I guess we are supposed to ignore the mental, sometimes physical and even legal molestation of teens by homosexuals and their advocacy organizations. Same-sex-victimized teens are just being “who they are,” so the adults are only “helping” the discovery process along.
That’s their story and they are sticking to it.
GLSEN (the Gay, Lesbian and Straight Education Network) and other groups peddling homosexuality to kids have quite comfortably endorsed books, websites and venues where adults and unaccompanied minors have social and sometimes sexual contact.
I and others have exposed this in recent years, yet many are unwilling to take action. But are we seeing a residue of conscience in America? Perhaps there’s reason to be hopeful.
Recently, there was a smattering of media coverage about the allegations against famous Metropolitan opera conductor James Levine.
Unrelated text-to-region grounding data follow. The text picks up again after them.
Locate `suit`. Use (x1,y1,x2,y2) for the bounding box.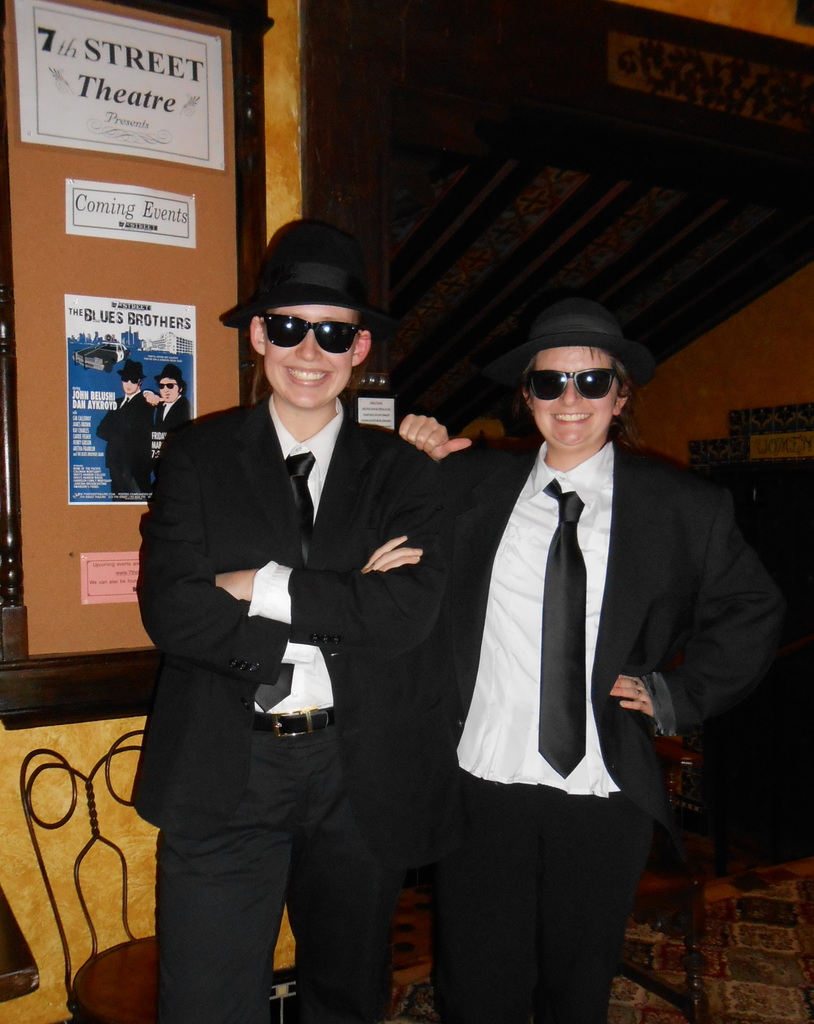
(151,397,195,490).
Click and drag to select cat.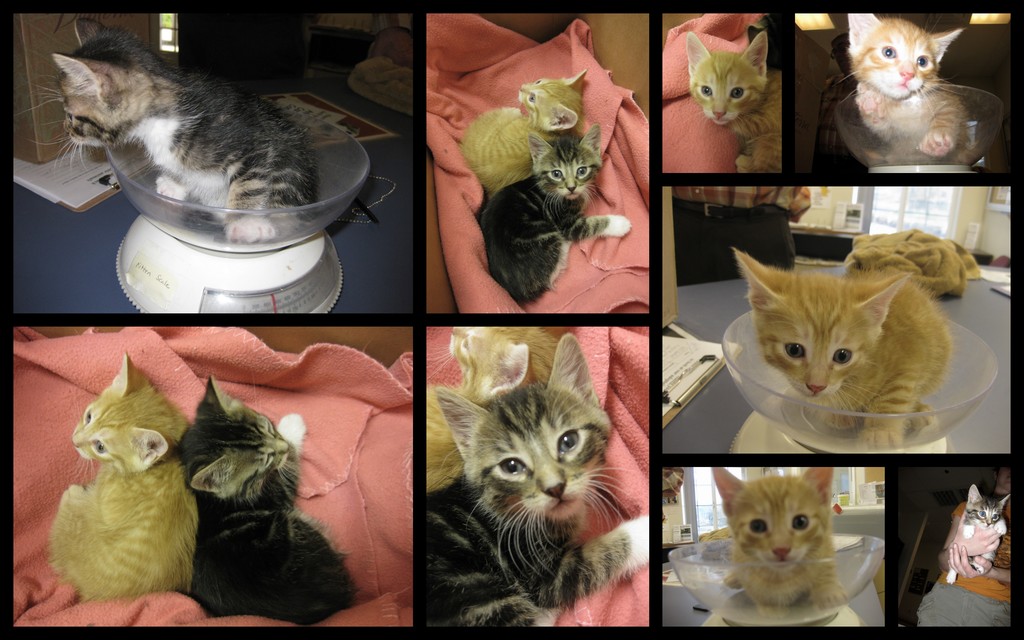
Selection: Rect(688, 25, 785, 177).
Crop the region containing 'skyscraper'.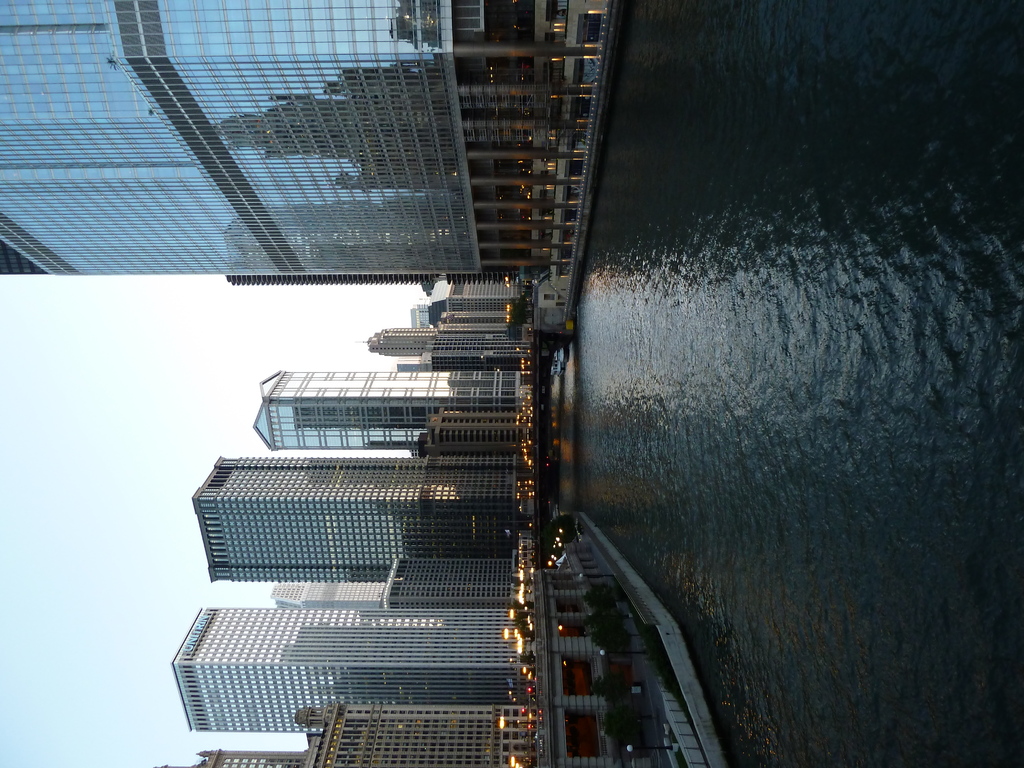
Crop region: [166, 610, 552, 723].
An Illinois man molested by Levine as a 15- year-old says it went on for years, to the point of his near-suicide. Levine even paid him around $50,000. The statute of limitations has passed for prosecution but police are investigating anyway.
Levine is now director emeritus after amassing millions in salary and numerous awards. Will any of those be stripped from him following this scandal?
We’ll see. Isn’t he a man who “dated” teen boys? Just like in the movies?
Just like Harvey Milk, for whom the state of California mandates an annual school day of honor on May 22. The Human Rights Campaign (HRC) has an “LGBT”-themed store in San Francisco’s Castro district housed in Milk’s former camera store.
Milk had open relationships with boys in their mid-teens. This “gay history” did not stop California legislators from elevating his sodomy and lechery to an honorable status that must be recognized by every third grader in the state each year.
HRC was co-founded by Terence Bean, whose three-way tryst that included a 15-year-old boy was investigated then dismissed. Many believe the boy and his family were compensated for dropping charges.
If he has enough money, is a predator no longer a predator?
We can all remember one recent scandal where America threw the book at a man preying on boys—the Jerry Sandusky case. But it’s possible Sandusky’s assaults received maximum media attention because it involved the macho and historically heterosexual profession of college football.
Effeminate men and male-hostile lesbians love to pick on football and its heroes, as well as the Catholic church. That scandal was positioned as “heterosexual” when in reality, most of the incidents involved priests and teen boys.
The outright endorsement of teen boys having sex with adult males has been going on for years.
Many middle and high school libraries offer the sordid novel Rainbow Boys and its sequels. In this book, a 17-year-old boy has anal sex with an adult man he “meets” on the Internet. The book was recommended by GLSEN.
But it’s far from the only example in the sleazy history of GLSEN. This organization has been snickering for decades as they slip pro-molestation material into recommended material for youth. The group published “Book Link” for years with featured books for teens and teachers, including some with adult-teen “dating” and sexual encounters. Here’s one:
"...I joined this youth group called Positive Images; it's the Sonoma County gay/lesbian/bisexual youth group. I got a boyfriend instantly; he picked me up right away, right when I joined the group. He was older; he was twenty-five, I was sixteen...." ( A 17-year old boy’s recollection from book, In Your Face: Stories from the Lives of Queer Youth, p. 58.)
And this one: "'My first experience was with a much older man, a friend of Derek's [this boy’s dad]...When I was fifteen, he must have been twenty-nine, thirty...I seduced him...It was a wild night. We did everything.'" (Young man, Eliot, relating a teen experience in the book, Growing Up Gay/Growing Up Lesbian, p.111.)
How many kids in America have been tragically misled by this garbage? It’s time the mental and sexual molestation advocated by GLSEN, HRC and others became a national scandal, and if we are publicly shaming predators, they should be first on our list.
If these groups closed their doors, our nation’s children would be so much better off.